Corecursion

In computer science, corecursion is a type of operation that is dual to recursion. Where recursion works backwards (analytically, deductively), working on large data (more properly, data further from a base case) by breaking it into smaller data and repeating until one reaches a base case, corecursion works forward (synthetically, inductively), starting from a base case and iteratively producing larger data (more properly, later data, further removed from a base case). Put simply, it is about algorithms using the data which they themselves produce, bit by bit, as they become available, and needed, to produce further bits of data.
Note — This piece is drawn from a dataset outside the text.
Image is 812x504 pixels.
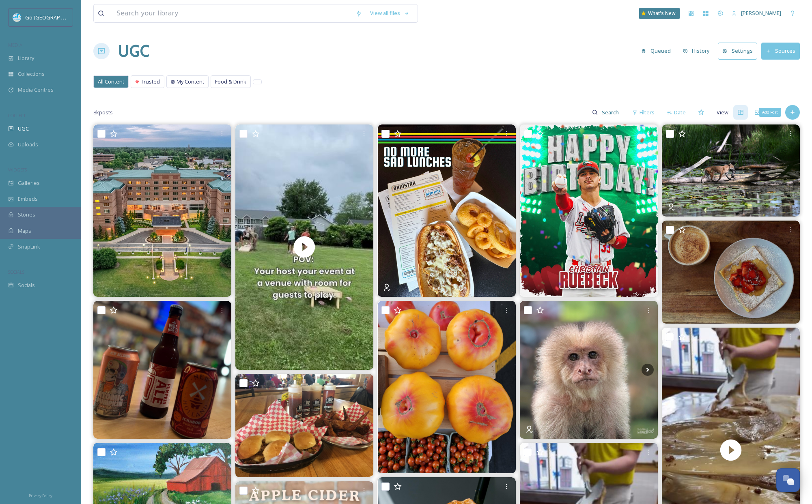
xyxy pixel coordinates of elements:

Where recursion allows programs to operate on arbitrarily complex data, so long as it can be reduced to simple data (base cases), corecursion allows programs to produce arbitrarily complex and potentially infinite data structures, such as streams, so long as it can be produced from simple data (base cases). Where recursion may not terminate, never reaching a base state, corecursion starts from a base state, and thus produces subsequent steps deterministically, but the result may be infinite (and thus not terminate).
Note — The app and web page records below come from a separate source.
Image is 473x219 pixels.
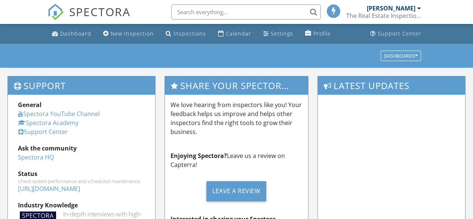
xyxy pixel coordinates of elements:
img: The Best Home Inspection Software - Spectora [48,4,64,20]
a: Support Center [367,27,425,41]
a: Calendar [215,27,254,41]
div: Status [18,169,145,178]
div: Industry Knowledge [18,201,145,210]
a: Spectora YouTube Channel [18,110,100,118]
h3: Latest Updates [318,76,465,95]
div: [PERSON_NAME] [367,4,416,12]
a: Inspections [163,27,209,41]
a: Profile [302,27,334,41]
a: Support Center [18,128,68,136]
strong: General [18,101,42,109]
a: Leave a Review [171,175,302,207]
strong: Enjoying Spectora? [171,152,227,160]
a: Spectora Academy [18,119,79,127]
div: Dashboards [384,53,418,58]
a: [URL][DOMAIN_NAME] [18,184,80,193]
div: Settings [271,30,293,37]
h3: Support [8,76,155,95]
button: Dashboards [381,51,421,61]
a: Spectora HQ [18,153,54,161]
a: Settings [260,27,296,41]
a: Dashboard [49,27,94,41]
div: New Inspection [111,30,154,37]
p: Leave us a review on Capterra! [171,151,302,169]
div: Calendar [226,30,251,37]
a: SPECTORA [48,10,131,26]
div: Dashboard [60,30,91,37]
div: The Real Estate Inspection Company [346,12,421,19]
h3: Share Your Spectora Experience [165,76,308,95]
span: SPECTORA [69,4,131,19]
div: Support Center [378,30,422,37]
div: Check system performance and scheduled maintenance. [18,178,145,184]
div: Leave a Review [207,181,266,201]
div: Profile [314,30,331,37]
a: New Inspection [100,27,157,41]
div: Ask the community [18,144,145,153]
div: Inspections [174,30,206,37]
p: We love hearing from inspectors like you! Your feedback helps us improve and helps other inspecto... [171,100,302,136]
input: Search everything... [171,4,321,19]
Corecursion can produce both finite and infinite data structures as result, and may employ self-referential data structures. Corecursion is often used in conjunction with lazy evaluation, to only produce a finite subset of a potentially infinite structure (rather than trying to produce an entire infinite structure at once). Corecursion is a particularly important concept in functional programming, where corecursion and codata allow total languages to work with infinite data structures.